Coldsnap is a really bad set, but it's a really bad set by virtue of trying to do a dumb thing (make a standalone-draftable small set) in service of revisiting a terrible in retrospect block (Ice Age.) Inasmuch as it was janky and weird and full of gartbagey cards that was a pretty accurate recreation of the Ice Age experience. Similarly, the core problem with BFZ was trying to return to two different things at once -- ZEN (which they actually did a pretty solid job of) and ROE (which they fucked up on a very conceptual level.)
I hesitate to blame too much on the contracted design schedule since I think there are some fundamental conceptual issues with the set regardless of the amount of time they have
Conceptual problems with Magic sets are almost always the result of time issues, though.

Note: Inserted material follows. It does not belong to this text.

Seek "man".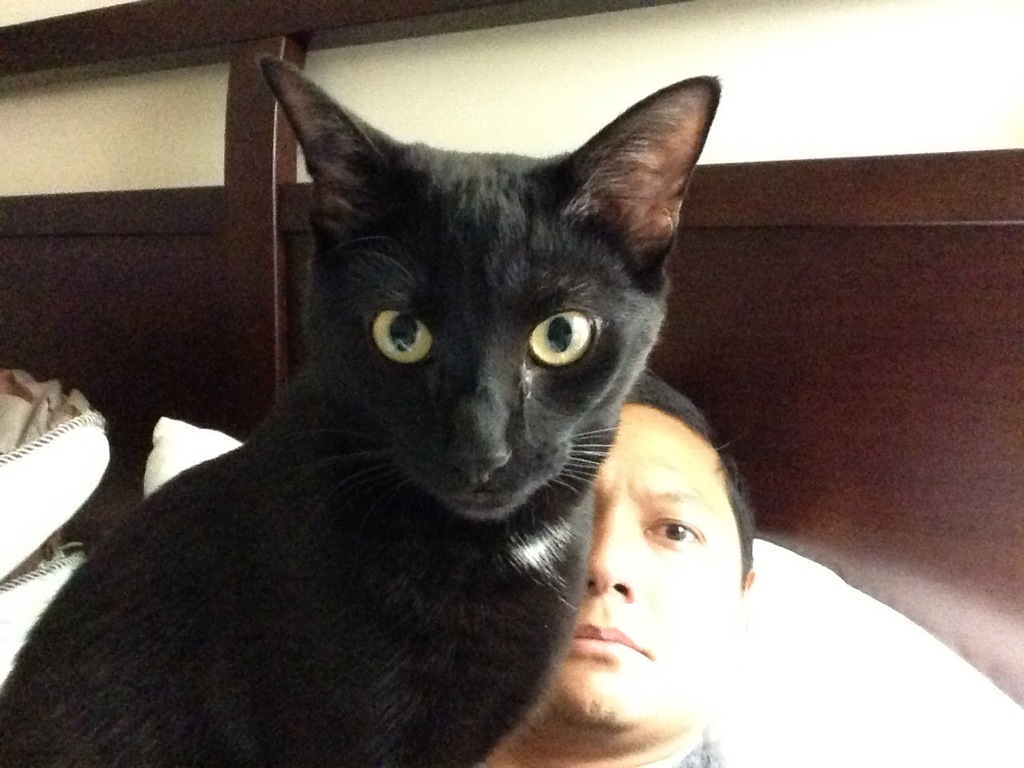
bbox=[502, 346, 793, 767].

A lot of the best blocks have a backstory like "we had this tough problem, but then someone had a great idea of how to crack it early on and we never looked back!" while a lot of the problematic blocks have a backstory like "we had this tough problem, and didn't hit on a solution until the last minute." Because they have a completely inflexible schedule, a set that wastes 3+ months of design before anyone figures out the right approach to take just can't ever make that back up, and the development team winds up patching holes when they should be assembling a fun limited/Standard environment; BFZ had that exact problem plus made it worse with the 3 sets -> 2 sets switch.

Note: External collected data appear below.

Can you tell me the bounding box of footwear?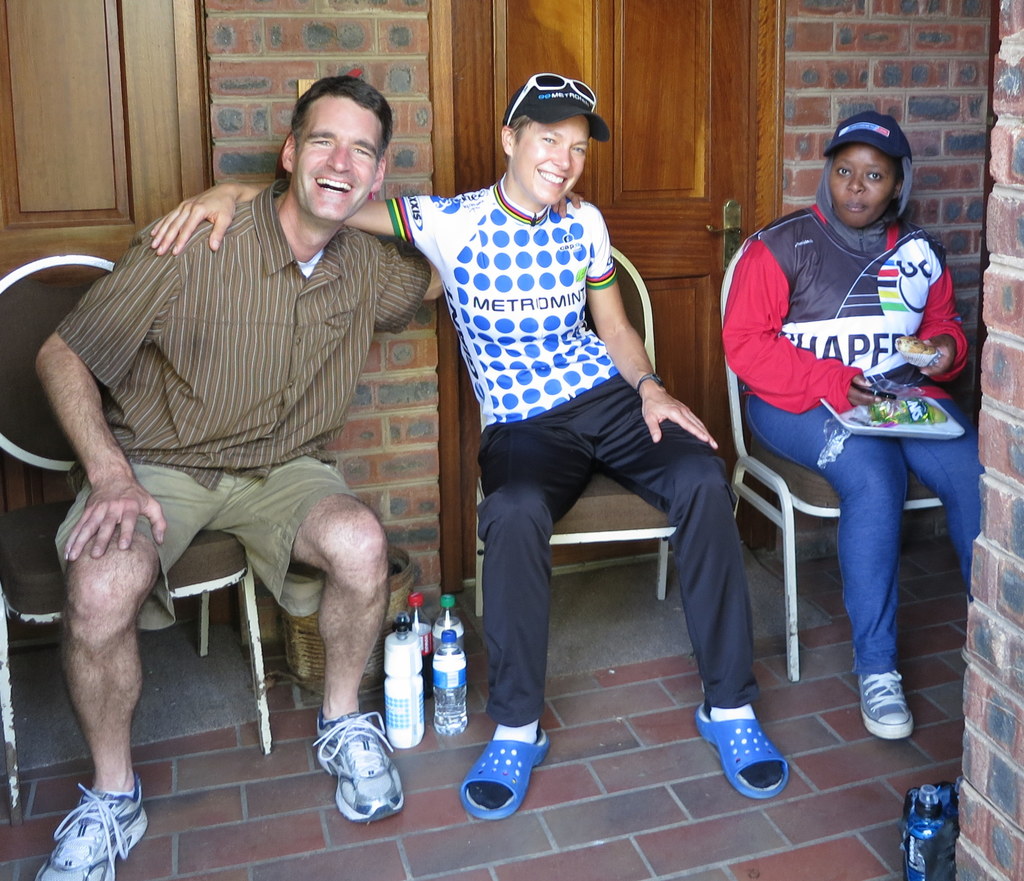
x1=712, y1=709, x2=811, y2=804.
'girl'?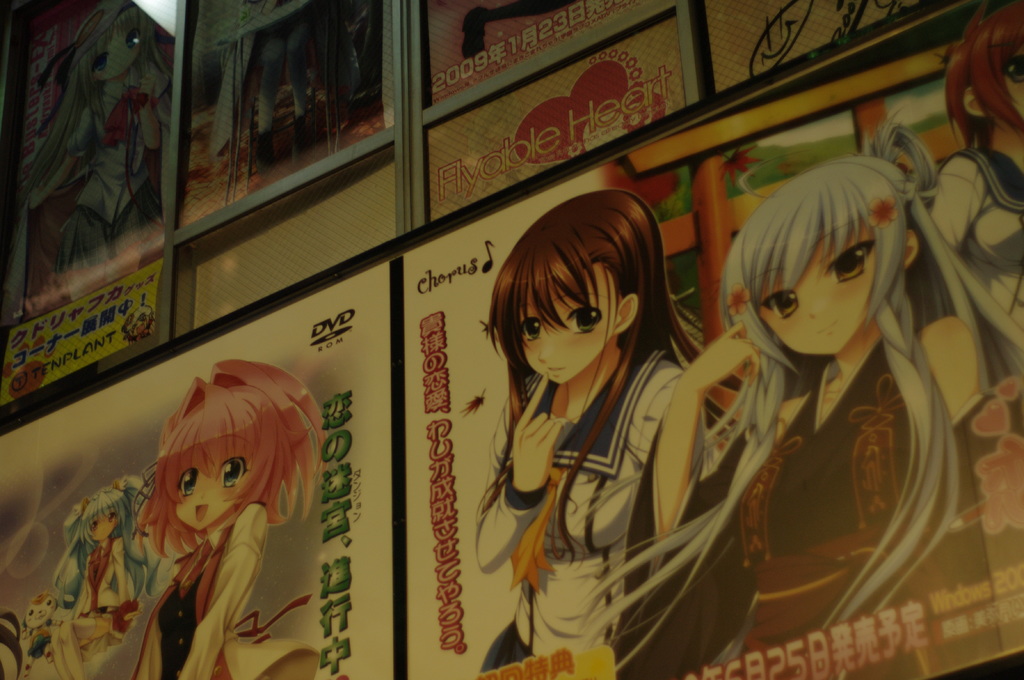
l=2, t=2, r=173, b=324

I call Onslaught the creative nadir of Magic for a reason. It's the period where they had a top-down corporate requirement to pursue "magepunk" (i.e. ludicrous edgy nonsense designed to appeal to twelve-year-olds), the period of the "people from under the white sun" approach to setting design where every plane had exactly five human and five humanoid races that were all tediously on-color, and the period where they were obsessively pursuing foolish-in-retrospect "ideas" like eliminating merfolk and sea creatures because "lol how would they fight on the land??!!" The terrible Mirari-mutation design in Onslaught block, where each of the eight tribes transformed into some kind of bizarre and hideous thing over the course of the three sets, is really just a manifestation of all those bad ideas shoved into one place.
You absolutely can't look at return to other planes and sets as "This would be great to revisit old stuff and make it better" because you have to figure out the cost to try to hype up the stuff. Nostalgia sells itself, while hatred for things old and ancient and terrible (Homelands) would be hard to overcome. You'd basically have to make an entirely new set that just basically shits all over the original cards, power-wise. I think they'll eventually go back to Ulgrotha; it will just take many many years so players can forget about Homelands (which I'm not sure they can, if ever). The problem being there's always a list of "BEST/WORST X" and Homelands always takes the Worst spot.
And oh I love the new Allies mixed with old Allies in my Modern Allies deck. I still need to tweak it as it did kinda poorly at my FNM Modern tourney.
I love the archetype so much I'm eager to see what comes out of OGW.
They have to make an entirely new set, regardless of the quality of the original set. It's why I'm not any more excited about the return to Innistrad, despite it being my favorite set (and probably plane as well) of all time. Nothing is guaranteed on the card quality front, just like this return or the return to Ravnica or the return to Mirrodin. If anything, their record with returns- and the mentality it seems to make them bring- has me LESS excited than I'd feel if they were tackling a brand new set or trying to come at a plane that failed from a new angle. At least there they wouldn't be trying to get lightning to strike twice in a similar way.